It was a match-up that could have happened, but did not.
Months before the deadline for filing of certificates of candidacy, there was a lot of speculation about a match-up between Rodrigo Duterte and Ferdinand Marcos Jr. That might have been a viable alliance, combining Duterte’s clout among Mindanao voters with Marcos’ revived “Solid North.”
The match-up did not happen, as we know. Duterte dilly-dallied and eventually failed to file his certificate of candidacy for the presidency. Bongbong Marcos, adrift for a while, eventually hitched his vice-presidential candidacy with the rather flighty presidential bid of Miriam Defensor Santiago.
Marcos, field reports tell us, worked assiduously but quietly on establishing a strong grassroots network to support a national bid. As a result, he is now generally considered a strong contender for the second-highest post in the land.
We do not see the same sort of effort at constituency building on the Santiago camp. Sen. Miriam Santiago said she will campaign from home using social media. Although that might be a workable strategy to adopt, it is untested.
The Santiago-Marcos partnership is, to put it lightly, a strange one. They have yet to appear in a public event together. No caucus of forces has been reported. No convergence of political resources is detected. Of course, the consolidated program of government is expected.
This is a marriage of convenience, of course. But it looks worse than a loveless marriage.
Since last week, however, strange sounds have emanated from the Duterte camp. It seems the mayor is now willing to take a shot at the presidency. He professes disappointment over the SET ruling on the disqualification case against Sen. Grace Poe and uses that as an excuse to revive a presidential bid he himself declared to be dead and buried.
There are some impediments to hurdle, however.
Beyond the prescribed period for filing certificates of candidacy, the only way Duterte may rejoin the presidential race is as substitute candidate for a party-mate. The PDP-Laban prepared for such an eventuality. The party fielded barangay captain Martin Dino as its presidential bet, although there appears to be some irregularity in the certificate he filed.
Dino has since withdrawn, averting the possibility he be declared a nuisance candidate. The party now seems ready to declare Duterte as its bet, if that is possible under the rules.
The revived possibility of a Duterte presidential run also apparently revives Marcos’ interest in hitching his presidential bid with the southerner. The combination of a strong Mindanao vote consolidated with a “Solid North” vote is again being talked about.
But there are complications to this, too.
It will be awkward for Bongbong to “divorce” his vice-presidential bid from the obviously disinterested presidential bid of Santiago. All alliances of convenience are loveless, but publicly announced pacts are never broken.
Besides, Duterte is in some acknowledged alliance of convenience with Alan Peter Cayetano. The mayor has said that if ever he runs for president, Cayetano will be his running mate – if only for the fact that the senator constantly lurks around him.
For his part, Cayetano has put out thousands of tarpaulins obviously advertising his alliance with Duterte. It is clear he is presenting himself as Duterte’s running mate. The mayor could not possibly spurn such an assiduous suitor.
There is no PDP-Laban position on this partnership. The party is so reduced it could not possibly have a say on the matter. Its only hope for averting a slide into obscurity is to latch on to a possible Duterte presidency.
Nor does the passive Nacionalista Party (NP) have any role to play. Cayetano, Marcos and one Antonio Trillanes, all nominally members of the NP are rivals in the vice-presidential race.
As Marcos is in a dispassionate tandem with Santiago, Trillanes is in some unwanted partnership with Grace Poe. Although Grace Poe is in a publicly recognized team-up with Francis Escudero, Trillanes declares Poe to be his presidential candidate – making him some sort of political interloper.
Our political party system has so degraded we now find ourselves in some sort of electoral orgy among the candidates. Every partnership seems, well, complicated.
Callous
President Benigno Aquino may, characteristically, be inclined to protect the incompetents he appointed to sensitive public offices. But he, in the case of the “tanim-bala” scandal particularly, need not demonstrate so much callousness in trying to do so.
The latest version of reality coming out of the Palace is that the “tanim-bala” scandal is something media merely blew out of proportion. It could in fact be a political conspiracy to humiliate the President – for which the appropriate investigation has been ordered by the powers-that-be.
The President even used the prostituted statistics deployed earlier by Jun Abaya. He set the recorded cases involving bullets found in luggage against the total number of passengers going through the NAIA. That, of course, produces a miniscule ratio of arrested passengers to the total universe.
The prostituted statistics not only miss the point. They are also plain wrong. The recorded cases do not at all represent all the innumerable instances where passengers chose to bribe rather than be hassled, which is the whole point of the racket.
The bullets were, after all, not planted to build cases against hapless passengers. They were planted to extort cash in exchange for not recording the discovery.
In the process of protecting his incompetent appointees by constructing a conspiracy theory about the whole controversy, Aquino communicates only one thing: he does not really care about the welfare of our air commuters.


## REQUIRED ACTION
What lines in the records include the string "Cause"? Return each one.

## GIVEN INFORMATION
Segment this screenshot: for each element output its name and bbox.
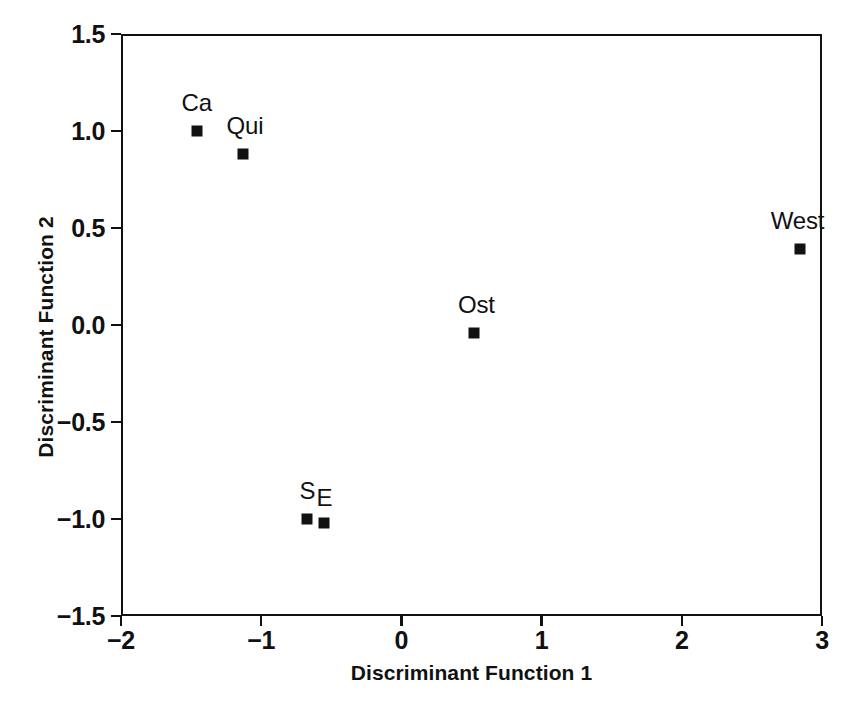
data-point-label: Ost (458, 291, 495, 319)
y-tick-label: 1.5 (71, 20, 105, 49)
x-tick-mark (400, 616, 403, 626)
y-tick-label: 0.5 (71, 214, 105, 243)
x-tick-mark (260, 616, 263, 626)
y-tick-label: 1.0 (71, 117, 105, 146)
data-point-marker (237, 149, 248, 160)
data-point-label: West (771, 207, 824, 235)
x-axis-title: Discriminant Function 1 (121, 661, 822, 685)
y-tick-label: 0.0 (71, 311, 105, 340)
y-tick-mark (111, 33, 121, 36)
data-point-marker (794, 244, 805, 255)
x-tick-label: 1 (535, 626, 549, 655)
x-tick-label: 2 (675, 626, 689, 655)
y-tick-mark (111, 130, 121, 133)
x-tick-label: 3 (815, 626, 829, 655)
x-tick-label: −1 (247, 626, 275, 655)
data-point-label: S (300, 477, 316, 505)
y-tick-mark (111, 615, 121, 618)
data-point-marker (319, 517, 330, 528)
x-tick-mark (120, 616, 123, 626)
y-tick-label: −0.5 (57, 408, 105, 437)
x-tick-mark (821, 616, 824, 626)
data-point-marker (469, 327, 480, 338)
y-axis-title: Discriminant Function 2 (34, 46, 58, 628)
y-tick-mark (111, 518, 121, 521)
x-tick-mark (540, 616, 543, 626)
y-tick-mark (111, 324, 121, 327)
y-tick-label: −1.5 (57, 602, 105, 631)
x-tick-label: −2 (107, 626, 135, 655)
data-point-marker (302, 514, 313, 525)
data-point-marker (191, 126, 202, 137)
y-tick-mark (111, 421, 121, 424)
y-tick-mark (111, 227, 121, 230)
scatter-plot-figure: −2−101231.51.00.50.0−0.5−1.0−1.5 CaQuiWe… (0, 0, 858, 702)
x-tick-mark (681, 616, 684, 626)
data-point-label: Qui (227, 112, 264, 140)
y-tick-label: −1.0 (57, 505, 105, 534)
data-point-label: Ca (182, 89, 212, 117)
data-point-label: E (316, 484, 332, 512)
x-tick-label: 0 (395, 626, 409, 655)
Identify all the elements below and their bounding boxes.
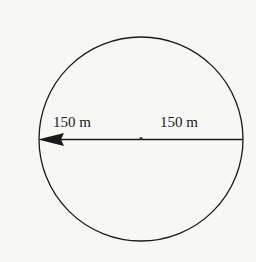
circle-diagram: 150 m 150 m	[0, 0, 256, 262]
center-point	[139, 137, 142, 140]
left-radius-label: 150 m	[53, 114, 91, 130]
arrowhead-icon	[38, 133, 64, 146]
right-radius-label: 150 m	[160, 114, 198, 130]
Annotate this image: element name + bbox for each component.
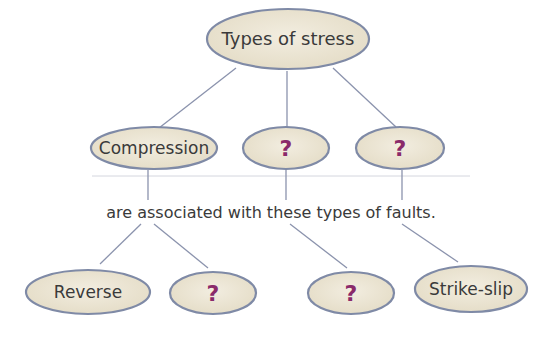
question-mark: ? [345,281,358,306]
node-stress-unknown-1: ? [243,127,329,169]
node-compression: Compression [91,127,217,169]
bridge-text: are associated with these types of fault… [106,203,436,222]
link-to-reverse [100,224,141,264]
question-mark: ? [394,136,407,161]
question-mark: ? [280,136,293,161]
node-fault-unknown-1: ? [170,272,256,314]
link-to-strike-slip [402,224,458,262]
node-label: Strike-slip [429,279,513,299]
node-reverse: Reverse [26,270,150,314]
node-strike-slip: Strike-slip [415,266,527,312]
node-stress-unknown-2: ? [356,127,444,169]
question-mark: ? [207,281,220,306]
link-root-stress-3 [333,68,396,127]
node-label: Compression [99,138,209,158]
link-root-compression [159,68,236,128]
concept-map: Types of stress Compression ? ? are asso… [0,0,541,344]
node-fault-unknown-2: ? [308,272,394,314]
node-types-of-stress: Types of stress [207,9,369,69]
node-label: Reverse [54,282,122,302]
node-label: Types of stress [221,28,355,49]
link-to-fault-3 [290,224,347,268]
link-to-fault-2 [154,224,208,268]
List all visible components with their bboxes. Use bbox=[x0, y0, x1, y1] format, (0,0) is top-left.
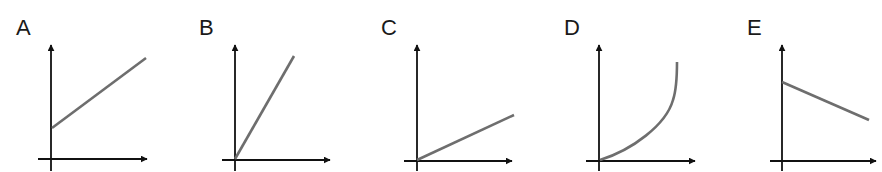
line-c bbox=[417, 115, 514, 160]
line-e bbox=[782, 82, 869, 120]
graph-b bbox=[222, 45, 330, 171]
graph-c bbox=[404, 45, 514, 171]
line-a bbox=[52, 58, 146, 128]
line-b bbox=[235, 56, 294, 159]
graph-a bbox=[38, 45, 147, 171]
graph-d bbox=[586, 45, 695, 171]
graph-e bbox=[770, 45, 876, 171]
curve-d bbox=[600, 62, 677, 160]
graphs-canvas bbox=[0, 0, 882, 172]
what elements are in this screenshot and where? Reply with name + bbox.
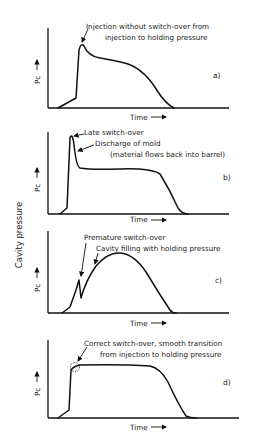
annotation-arrow-discharge xyxy=(78,145,94,151)
pc-label: Pc xyxy=(33,76,42,84)
annotation-text-line1: Injection without switch-over from xyxy=(86,22,209,31)
panel-c: Premature switch-over Cavity filling wit… xyxy=(33,231,229,328)
panel-id: c) xyxy=(215,276,222,285)
cavity-pressure-diagram: Cavity pressure Injection without switch… xyxy=(0,0,273,441)
panel-id: d) xyxy=(223,378,231,387)
pressure-curve xyxy=(58,365,196,418)
time-label: Time xyxy=(129,319,148,328)
annotation-discharge-note: (material flows back into barrel) xyxy=(110,150,225,159)
pc-label: Pc xyxy=(33,388,42,396)
annotation-arrow xyxy=(78,347,87,361)
pc-label: Pc xyxy=(33,184,42,192)
annotation-text-line2: from injection to holding pressure xyxy=(100,350,222,359)
annotation-text-line2: injection to holding pressure xyxy=(105,33,208,42)
panel-d: Correct switch-over, smooth transition f… xyxy=(33,339,239,432)
annotation-text-line1: Correct switch-over, smooth transition xyxy=(84,339,222,348)
annotation-arrow-cavity-filling xyxy=(95,253,98,264)
panel-id: b) xyxy=(223,173,231,182)
annotation-discharge: Discharge of mold xyxy=(95,139,160,148)
panel-a: Injection without switch-over from injec… xyxy=(33,22,229,122)
pressure-curve xyxy=(58,45,174,108)
time-label: Time xyxy=(129,215,148,224)
pressure-curve xyxy=(62,253,176,313)
annotation-arrow-premature xyxy=(81,243,86,276)
annotation-arrow-late xyxy=(74,134,84,136)
annotation-premature-switchover: Premature switch-over xyxy=(84,233,165,242)
annotation-cavity-filling: Cavity filling with holding pressure xyxy=(96,244,221,253)
time-label: Time xyxy=(129,113,148,122)
pc-label: Pc xyxy=(33,284,42,292)
y-axis-title: Cavity pressure xyxy=(14,202,24,268)
panel-id: a) xyxy=(213,71,221,80)
panel-b: Late switch-over Discharge of mold (mate… xyxy=(33,128,231,224)
time-label: Time xyxy=(129,423,148,432)
annotation-late-switchover: Late switch-over xyxy=(84,128,144,137)
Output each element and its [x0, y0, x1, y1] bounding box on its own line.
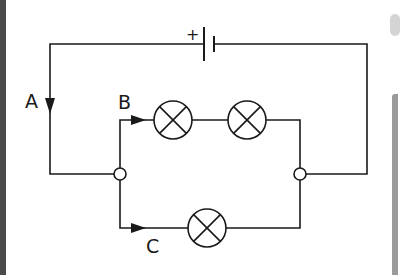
wire-upper-branch: [120, 120, 300, 168]
label-a: A: [25, 90, 38, 112]
label-b: B: [118, 91, 131, 113]
battery-positive-label: +: [186, 25, 199, 44]
lamp-icon-upper-1: [154, 101, 192, 139]
label-c: C: [146, 235, 159, 257]
lamp-icon-upper-2: [228, 101, 266, 139]
battery-icon: [204, 27, 214, 61]
arrow-down-icon-a: [45, 98, 55, 114]
junction-left: [114, 168, 126, 180]
arrow-right-icon-c: [131, 223, 146, 233]
lamp-icon-lower: [188, 209, 226, 247]
arrow-right-icon-b: [131, 115, 146, 125]
junction-right: [294, 168, 306, 180]
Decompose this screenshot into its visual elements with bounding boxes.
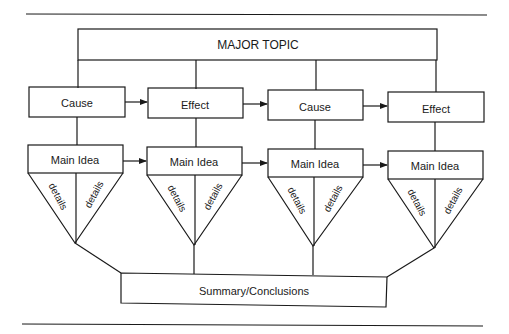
bottom-rule [22, 324, 483, 326]
top-rule [26, 14, 487, 15]
effect-label-1: Effect [181, 99, 209, 111]
effect-label-2: Effect [422, 103, 450, 115]
details-label: details [165, 183, 188, 214]
cause-label-1: Cause [61, 97, 93, 109]
cause-label-2: Cause [299, 101, 331, 113]
details-label: details [82, 179, 105, 210]
details-label: details [405, 187, 428, 218]
cause-effect-diagram: MAJOR TOPIC Cause Effect Cause Effect Ma… [0, 0, 509, 334]
main-idea-label-1: Main Idea [51, 154, 100, 166]
summary-label: Summary/Conclusions [199, 285, 310, 297]
details-triangle-3 [268, 177, 363, 246]
main-idea-label-3: Main Idea [291, 158, 340, 170]
details-label: details [321, 183, 344, 214]
main-idea-label-4: Main Idea [411, 160, 460, 172]
details-label: details [46, 181, 69, 212]
main-idea-label-2: Main Idea [170, 156, 219, 168]
details-label: details [441, 185, 464, 216]
major-topic-label: MAJOR TOPIC [217, 38, 299, 52]
details-label: details [285, 185, 308, 216]
details-label: details [201, 181, 224, 212]
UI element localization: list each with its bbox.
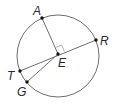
point-G — [25, 80, 28, 83]
segment-EG — [27, 54, 58, 82]
label-T: T — [7, 69, 16, 83]
label-G: G — [17, 85, 26, 99]
point-R — [94, 38, 97, 41]
label-A: A — [32, 4, 41, 18]
circle-diagram: A R E T G — [0, 0, 113, 104]
label-R: R — [100, 34, 109, 48]
segment-AE — [42, 18, 58, 54]
label-E: E — [58, 56, 67, 70]
point-T — [18, 69, 21, 72]
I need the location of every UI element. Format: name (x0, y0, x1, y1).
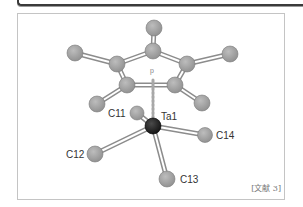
atom-cp-methyl-top (146, 20, 162, 36)
atom-c14 (198, 128, 213, 143)
label-c13: C13 (180, 175, 198, 185)
atom-cp-methyl-left (67, 45, 83, 61)
atom-c12 (87, 146, 103, 162)
molecular-structure (0, 0, 303, 207)
atom-cp-methyl-lower-right (194, 95, 210, 111)
label-ta1: Ta1 (161, 112, 177, 122)
atom-cp-methyl-right (222, 46, 238, 62)
atom-cp-ring-lower-right (167, 77, 183, 93)
atom-cp-ring-upper-left (109, 56, 125, 72)
atom-c13 (159, 171, 175, 187)
reference-label: [文献 3] (251, 182, 281, 193)
atom-ta1 (145, 118, 161, 134)
label-c14: C14 (216, 131, 234, 141)
label-c11: C11 (108, 109, 126, 119)
atom-cp-ring-lower-left (119, 77, 135, 93)
atom-cp-ring-top (145, 43, 161, 59)
atom-c11 (130, 106, 144, 120)
label-c12: C12 (66, 150, 84, 160)
atom-cp-methyl-lower-left (89, 96, 105, 112)
atom-cp-ring-upper-right (179, 56, 195, 72)
centroid-marker: p (150, 67, 154, 74)
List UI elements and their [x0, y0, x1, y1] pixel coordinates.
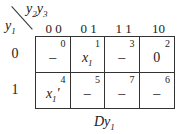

## RESPONSE TO THIS TASK
cause-label-1: Cause [61, 97, 93, 109]
cause-label-2: Cause [299, 101, 331, 113]
cause-effect-diagram: MAJOR TOPIC Cause Effect Cause Effect Ma… [0, 0, 509, 334]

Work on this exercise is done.